"Have You Eaten Yet?," the wonderful Chinese restaurants exhibit now on view at New York's Museum of Chinese in the Americas, takes a Babel of ephemera and makes it speak. One's visit begins with an absence: the never-photographed first Chinese eateries in America, known as "chow chows," which sprang up in California in the mid-19th century to serve Cantonese laborers....via Arts & Letters Daily
According to Chinese Restaurant News, there are now more Chinese restaurants in America than there are McDonald's franchises--nearly three times as many in fact. In the 19th century, though, the Chinese were scorned as rat-eaters; nothing could have been more revolting than eating what they ate....

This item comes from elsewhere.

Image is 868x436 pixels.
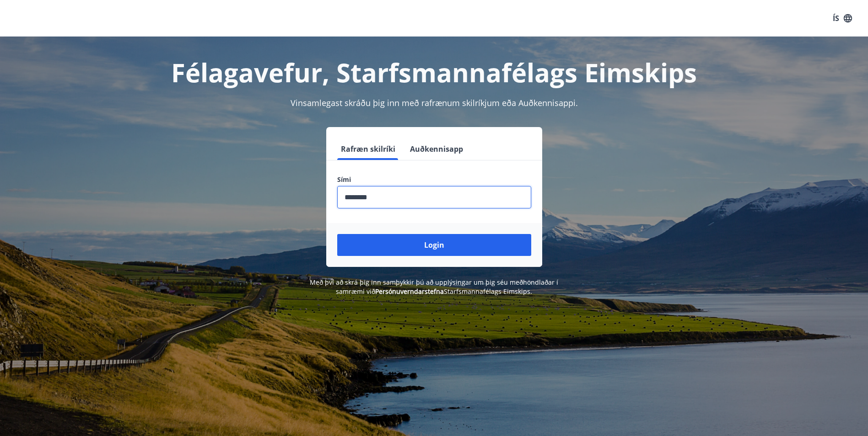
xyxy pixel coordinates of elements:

Happily, change was on its way. The 1965 liberalization of immigration laws brought new arrivals and new food, from Sichuan and Hunan and Shanghai. Multiculturalism and Nixon's visit to China in 1972, meanwhile, inspired an "authenticity revolution"—a transformation further fueled by a changing clientele. Charles Lai, the director of the museum, recalls wandering into a Chinatown restaurant as a boy in the '60s and realizing that everyone else in the place was white. "I felt like, what am I doing here?" he says. But no more: Today, Chinese and Chinese Americans are important customers, as are other Asians and Asian Americans, and some restaurants are once again catering to newly arrived workers. How "authentic" they are, though, depends on how you define "authentic." "It is and isn't a return to the way things were at the beginning," says Lee. She points out that with globalization, food is changing quickly even in Asia; what constitutes Chinese food is evolving.
Exploring migrants, exiles, expatriates, and out-of-the-way peoples, places, and times, mostly in the Asia-Pacific region.
09 May 2005
Chinese Restaurants in U.S. Outnumber McDonald's
Slate provides a short history of Chinese restaurants in the U.S.